Coffee Cravings
Graham R. Cooper


Logged in to my website, clicked ‘new’ and then ‘post’, took a gulp of my first coffee of the day and gave this week’s musings a title: ‘Coffee Cravings’. It’s just gone ten. The second coffee at midday. I’ll have a third after lunch and that’ll be it for the day.
Over the course of something like twenty years, we’ve taken onboard a substantial amount of the nutrition advice in the book Nourishing Traditions. (You’ll already know that if you’ve been following my journal for awhile.) So when, back in the day, the authors advised that I give up coffee, I took them seriously:
Caffeine stimulates the adrenal glands to release an adrenaline-like substance, which in turn causes the liver to release sugar into the blood stream. This is what gives you the lift when you drink coffee … .The problem is that the delicate blood-sugar-regulation mechanism cannot long tolerate the constant stimulation of habitual caffeine ingestion. Often the blood sugar lowering mechanisms overreact, causing low blood sugar and its concomitant complaints of chronic fatigue, dizziness, depression, allergies and behavioural disorders. Caffeine-containing drinks irritate the lining of the stomach and cause an increase in stomach acid. They affect the nervous system, leading to insomnia and restlessness. Prolonged use of caffeine can contribute to any one of a number of serious diseases, such as cancer, bone loss, mental disorders and birth defects.
– from Nourishing Traditions by Sally Fallon and Mary G. Enig
Back then I was drinking two medium-sized mugfuls a day of strong black plunger coffee. I went cold turkey. I wasn’t surprised that things went great guns for several weeks: that’s quite often the extent of my willpower; I’m capable of kidding myself for that length of time that I have some control over those sort of things. Of course all that does is delay the excruciating longing for whatever beat myself up about it thing I’m trying to give up at the time.
Several weeks in and ‘resolve’ had flipped to ‘dissolve’. “It’s too hard, I can’t do this!” was my cry from the heart.
Could some trauma linked to coffee drinking put me off for life? Doubt it. Proof yet again that we males are the weaker sex.
June’s made of stronger stuff – she hasn’t touched coffee since suspecting that it was one of the triggers that set off acute appendicitis. In the middle of the night I drove her to Wellington hospital. Two month old breastfed Jemma in with her, drinking breast milk from a bottle. The milk pumped into a jar before June had the operation so that it wouldn’t contain anaesthetics.
I’m not made of such strong stuff, but I do like my coffee strong, and when I began writing regularly to get a post out once a week, I found myself more in need than ever of a coffee fix. A heaped tablespoon of Hummingbird’s strong ‘Crave’ plunger grind became a super-sized heaped tablespoon of their extra-strong ‘Oomph’. And two medium-sized mugfuls up to the brim per day became three.
I said I’d tell you about my coffee cravings (see last Monday’s Foraging for walnuts: Pt. 2 ), but what I didn’t mention were the current warm fuzzies swirling around my three mugs a day. Listen to this will you:
Two to three cups of coffee a day is the ‘magic number’ for a healthy heart, according to a new study, led by Australian arrhythmia expert Dr Peter Kistler. … His study tracked over 400,00 people from the UK over 10 years … .
Good News for Coffee Lovers: Daily Coffee May Benefit the Heart – American College of Cardiology (acc.org)
Yay! I’m a believer – love it when I get told what I want to believe. The good doctor goes on to say:
Coffee beans contain up to 100 biologically active components, some of which have anti-inflammatory and antioxidant effects. …
There’s no evidence that people who enjoy drinking coffee should stop drinking coffee because they’re worried about the effects on their health.
I’ll raise my mug 3 times today and drink toasts (or should that be roasts?) to that man!

That’s all on modern-day homesteading at Little Owl Gully till next Monday. Thanks for your company. Bye for now.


ASSIGNMENT:
What is needed is an exact copy of the records below, without the pictures.

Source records
━━━
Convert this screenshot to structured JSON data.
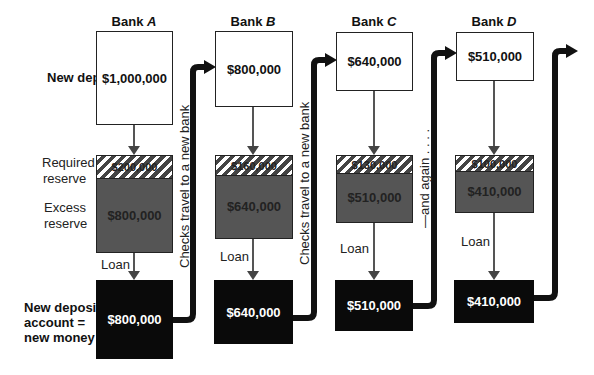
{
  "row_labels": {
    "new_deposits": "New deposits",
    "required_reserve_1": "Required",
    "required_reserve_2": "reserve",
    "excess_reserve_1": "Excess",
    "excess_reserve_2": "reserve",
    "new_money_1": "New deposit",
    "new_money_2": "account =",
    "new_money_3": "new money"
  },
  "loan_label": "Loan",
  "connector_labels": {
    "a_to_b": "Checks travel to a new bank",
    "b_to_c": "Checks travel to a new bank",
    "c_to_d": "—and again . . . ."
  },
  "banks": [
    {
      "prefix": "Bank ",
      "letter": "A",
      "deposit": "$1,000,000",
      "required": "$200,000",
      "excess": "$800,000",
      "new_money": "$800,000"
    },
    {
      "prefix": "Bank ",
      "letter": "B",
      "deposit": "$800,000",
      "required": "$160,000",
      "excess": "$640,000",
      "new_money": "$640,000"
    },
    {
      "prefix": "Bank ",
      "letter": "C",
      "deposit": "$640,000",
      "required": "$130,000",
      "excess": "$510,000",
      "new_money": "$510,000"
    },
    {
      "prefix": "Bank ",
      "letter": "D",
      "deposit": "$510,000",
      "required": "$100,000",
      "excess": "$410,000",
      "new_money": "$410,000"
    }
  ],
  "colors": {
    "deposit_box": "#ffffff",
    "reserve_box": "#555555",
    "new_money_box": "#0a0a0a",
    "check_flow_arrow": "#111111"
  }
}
━━━
SOLUTION FOR THIS PROBLEM:
Convert this screenshot to structured JSON data.
{
  "row_labels": {
    "new_deposits": "New deposits",
    "required_reserve_1": "Required",
    "required_reserve_2": "reserve",
    "excess_reserve_1": "Excess",
    "excess_reserve_2": "reserve",
    "new_money_1": "New deposit",
    "new_money_2": "account =",
    "new_money_3": "new money"
  },
  "loan_label": "Loan",
  "connector_labels": {
    "a_to_b": "Checks travel to a new bank",
    "b_to_c": "Checks travel to a new bank",
    "c_to_d": "—and again . . . ."
  },
  "banks": [
    {
      "prefix": "Bank ",
      "letter": "A",
      "deposit": "$1,000,000",
      "required": "$200,000",
      "excess": "$800,000",
      "new_money": "$800,000"
    },
    {
      "prefix": "Bank ",
      "letter": "B",
      "deposit": "$800,000",
      "required": "$160,000",
      "excess": "$640,000",
      "new_money": "$640,000"
    },
    {
      "prefix": "Bank ",
      "letter": "C",
      "deposit": "$640,000",
      "required": "$130,000",
      "excess": "$510,000",
      "new_money": "$510,000"
    },
    {
      "prefix": "Bank ",
      "letter": "D",
      "deposit": "$510,000",
      "required": "$100,000",
      "excess": "$410,000",
      "new_money": "$410,000"
    }
  ],
  "colors": {
    "deposit_box": "#ffffff",
    "reserve_box": "#555555",
    "new_money_box": "#0a0a0a",
    "check_flow_arrow": "#111111"
  }
}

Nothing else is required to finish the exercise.